During the harsh winter of 1897–1898, Jarvis, then serving as a first lieutenant aboard the U.S. Revenue Cutter Bear, led the Overland Relief Expedition, bringing a three-man rescue team with a herd of about 400 reindeer across 1,500 miles of tundra and pack-ice to Point Barrow, Alaska, to bring needed food to 265 whalers whose ships had become stranded in the ice off the northern Alaska coast.
[5][6][Note 1] On June 18, 1883, he was commissioned as a temporary third lieutenant and his first assignment was aboard USRC Hamilton, reporting at Philadelphia, Pennsylvania on July 5, 1883.
[5][8][9][Note 2] This assignment lasted a little more than two months as he was transferred from the cutter on September 11 for an undisclosed reason only to be reassigned to Hamilton again on November 24.
During the time Jarvis was assigned to Hamilton, her cruising area was from Great Egg Harbor, New Jersey, to Bodie Island, North Carolina, including Delaware Bay.
[8][10][Note 4] On March 16, 1888 Jarvis received orders that transferred him to the Pacific coast where he spent the balance of his career with the RCS.
[5] Rush left San Francisco bound for the Seal Islands on June 5 and returned from the patrol on October 15 at Port Townsend, Washington.
[4] Because of a lack of trained dogs, Jarvis instructed Bertholf to continue searching the Inuit villages for sled teams while he and Call went ahead to Cape Prince of Wales, where there were large numbers of domesticated reindeer.
"[17] In recognition of their work, Jarvis, Bertholf and Call were awarded Congressional Gold Medals for "heroic service rendered" in legislation passed on June 28, 1902.
[1] March 29, 1905, Jarvis was promoted to captain but resigned three months later from the Revenue Cutter Service on June 30 to become manager of a Seattle salmon cannery.
"[2] When Wickersham ran for delegate to Congress in 1908 on an anti-Guggenheim platform, he broke with Jarvis and accused him of corruption, bribery and other crimes.
[1] Jarvis committed suicide on June 23, 1911, shooting himself in his room at the Seattle Athletic Club, one day after Wickersham demanded a new investigation of him for allegedly defrauding the government on coal contracts.
"[2] Captain Ellsworth Bertholf commented, "I lived with him in the same tent, was his comrade in times of hardship and danger... Not many people really knew him, for he was a silent man.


**DESCRIPTION OF THE TASK**
What lines of the data below hold "different"? Show them.

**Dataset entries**
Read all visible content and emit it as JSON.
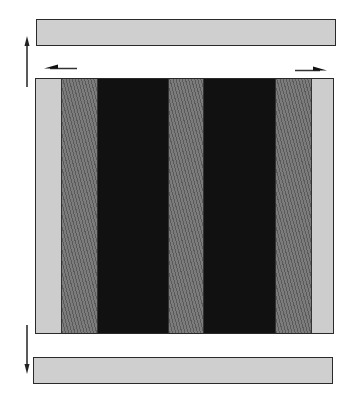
{
  "diagram": {
    "top_bar": {
      "x": 36,
      "y": 19,
      "w": 300,
      "h": 27,
      "fill": "#cfcfcf"
    },
    "main_block": {
      "x": 35,
      "y": 78,
      "w": 299,
      "h": 256,
      "stripes": [
        {
          "type": "light",
          "width": 25
        },
        {
          "type": "hatched",
          "width": 37
        },
        {
          "type": "dark",
          "width": 70
        },
        {
          "type": "hatched",
          "width": 36
        },
        {
          "type": "dark",
          "width": 71
        },
        {
          "type": "hatched",
          "width": 37
        },
        {
          "type": "light",
          "width": 23
        }
      ]
    },
    "bottom_bar": {
      "x": 33,
      "y": 357,
      "w": 300,
      "h": 27,
      "fill": "#cfcfcf"
    },
    "arrows": [
      {
        "name": "up-arrow",
        "x1": 27,
        "y1": 87,
        "x2": 27,
        "y2": 37,
        "direction": "up"
      },
      {
        "name": "left-arrow",
        "x1": 77,
        "y1": 68,
        "x2": 44,
        "y2": 68,
        "direction": "left"
      },
      {
        "name": "right-arrow",
        "x1": 295,
        "y1": 70,
        "x2": 327,
        "y2": 70,
        "direction": "right"
      },
      {
        "name": "down-arrow",
        "x1": 27,
        "y1": 325,
        "x2": 27,
        "y2": 373,
        "direction": "down"
      }
    ],
    "colors": {
      "light": "#cdcdcd",
      "hatched": "#6b6b6b",
      "dark": "#111111",
      "stroke": "#2a2a2a"
    }
  }
}
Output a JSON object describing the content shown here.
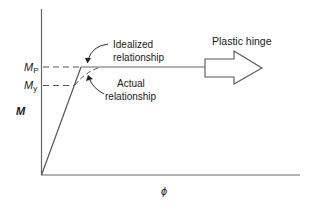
{
  "diagram": {
    "type": "moment-curvature",
    "y_axis_label": "M",
    "x_axis_label": "ϕ",
    "y_ticks": [
      {
        "main": "M",
        "sub": "P",
        "y": 66
      },
      {
        "main": "M",
        "sub": "y",
        "y": 85
      }
    ],
    "annotations": {
      "idealized": {
        "line1": "Idealized",
        "line2": "relationship"
      },
      "actual": {
        "line1": "Actual",
        "line2": "relationship"
      },
      "plastic_hinge": "Plastic hinge"
    },
    "colors": {
      "line": "#555555",
      "text": "#1a1a1a",
      "background": "#ffffff"
    }
  }
}
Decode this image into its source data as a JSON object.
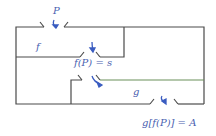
{
  "diagram": {
    "labels": {
      "p": "P",
      "f": "f",
      "fp_eq_s": "f(P) = s",
      "g": "g",
      "gfp_eq_a": "g[f(P)] = A"
    },
    "colors": {
      "wall": "#4a4a4a",
      "divider_green": "#6a8f5a",
      "label": "#4a5fb0",
      "arrow": "#3a5cc0"
    }
  }
}
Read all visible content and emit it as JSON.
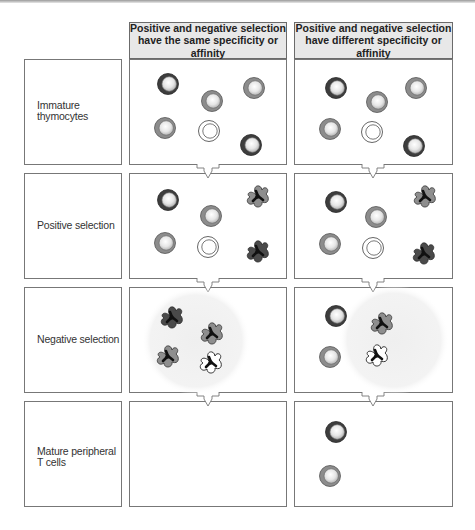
{
  "headers": {
    "same": {
      "line1": "Positive and negative selection",
      "line2": "have the same specificity or affinity"
    },
    "different": {
      "line1": "Positive and negative selection",
      "line2": "have different specificity or affinity"
    }
  },
  "rows": [
    {
      "label_line1": "Immature",
      "label_line2": "thymocytes"
    },
    {
      "label_line1": "Positive selection",
      "label_line2": ""
    },
    {
      "label_line1": "Negative selection",
      "label_line2": ""
    },
    {
      "label_line1": "Mature peripheral",
      "label_line2": "T cells"
    }
  ],
  "colors": {
    "border": "#777777",
    "header_bg": "#e8e8e8",
    "cell_dark": "#3d3d3d",
    "cell_mid": "#8c8c8c",
    "cell_white": "#ffffff",
    "glow": "#f1f1f1"
  }
}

**RESULT**
    "different": {
      "line2": "have different specificity or affinity"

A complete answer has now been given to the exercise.